Sarah Chalke comes out looking the worst in this. She’s underserved by the material, as she almost always is, but her distinct voice can’t help but draw Rick and Morty comparisons, and it’s not flattering. Paradise PD goes in some high concept directions at times, summoning Satan and featuring a talking car, but these premises play out fairly predictably and end up looking like the kind of thing Harmon and Roiland tossed out on day one of tackling the same ideas.

Paradise jumps from topic to topic like it doesn’t think it’s going to get a second season, and based on the fact that it wasn’t plastered all over the front page of Netflix today, I don’t know if it will.

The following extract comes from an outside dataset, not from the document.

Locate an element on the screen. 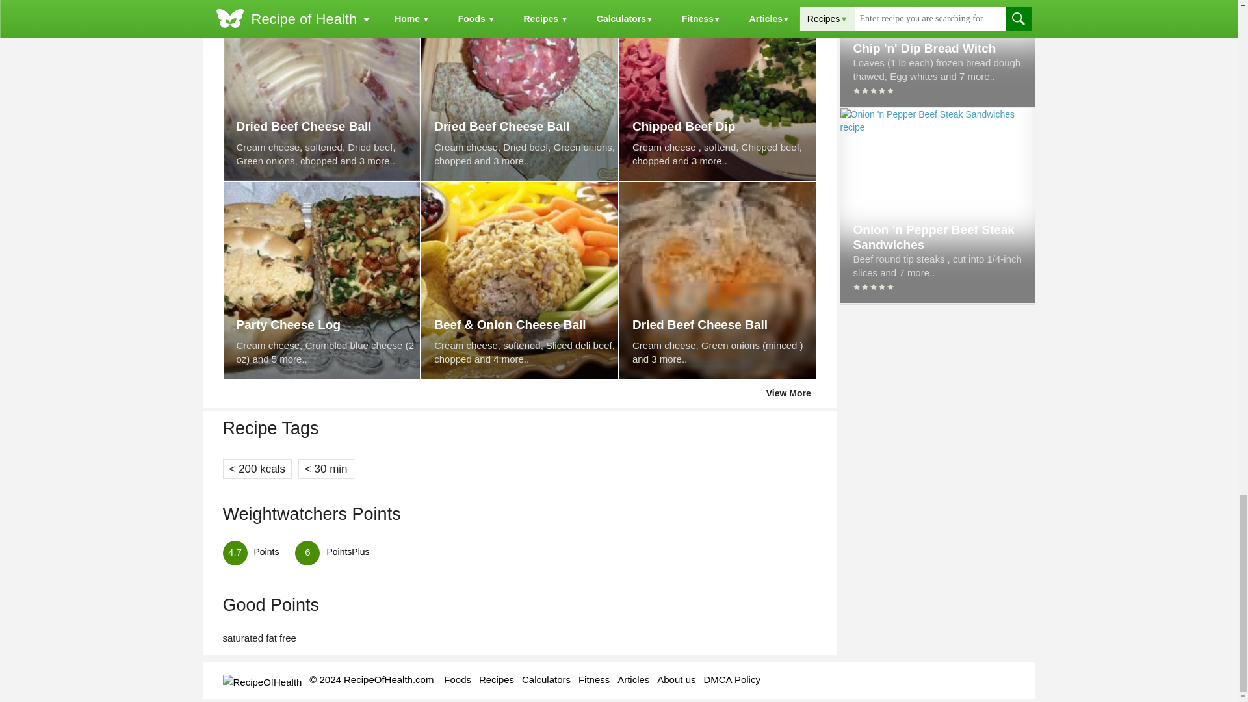  Recipes is located at coordinates (497, 679).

After watching a few episodes in a row, though, some motifs emerge. I checked, there is not a single episode that doesn’t have a black joke in it. Most have multiple. Similarly, Kathy Griffin gets dragged no less than four times in ten episodes. Did she turn one of the writers down at a party? Finally, homosexuality is always a punch line, and it’s obvious that none of the writers are gay themselves, based on the outdated depictions of gay culture (leather daddies, effete voices, the works) that permeate the entire show.

Speaking of ubiquity, putting this show on Netflix was like telling a slumber party full of sixth-grade boys that the host’s parents went to sleep. The amount of graphic, gratuitous violence and bodily expulsions on display here was so large that we shot right past cartoonish and made me wonder if I’d accidentally stepped into an avant-garde art piece. The last time I was this sick of something that was supposed to shock/titillate/amuse me was six years ago when I saw Spring Breakers. That, though, at least had the beginnings of a point that wasn’t “the studio execs have both hands off the wheel.” Guys, sometimes it’s funnier to let our imaginations do the work. You’re allowed to imply things. You don’t have to show us every lacerated face or shit in a jar. We’ll still think you’re edgy if you don’t, I promise.

In my youth, these shows with their claws out for everyone used to hook me because whoever wanted me to like the show would usually show me an episode where the target was something I already disagreed with. The religion episode halfway through the season really brought back memories of my time watching videos about the New Atheism moment on YouTube, before those guys became men’s rights activists. Not Paradise; they get right to the awful stuff.

In the third episode, Cedric Yarborough’s Officer Gerald Fitzgerald, traumatized by PSTD but forced to carry a gun anyway, shoots himself. This sparks national outrage from both Fox news and Black Lives Matter protestors, each believing they are representing Fitzgerald’s interests. The episode culminates in a trial, where a conflicted Fitzgerald testifies against himself for shooting himself. I hadn’t really liked the first two episodes, but that logline let me know that I was in for four more very hard hours. I know, though, there are some people who think that’s a funny idea for an episode. I really hope it’s all teenagers who haven’t yet fully developed a sense of empathy, but somehow I doubt it.

At times, this show almost seems to be interested in things I could get behind. In one episode, a group of bank robbers put on Louis CK masks, which is really just an excuse to rip on him for all of the terrible things he’s done, but not five minutes later, the show wants to weirdly conflate homosexuality and bestiality. I’m just not sure anymore. I’m not pissed off at Paradise PD; I think that gives it too much power. I’m just not impressed. It’s like when a young relative learns a dead baby joke. Sure, it’s lurid and shocking, and you might even get a reflex laugh out of me, but at the end of the day, I’d rather they just say something genuinely funny.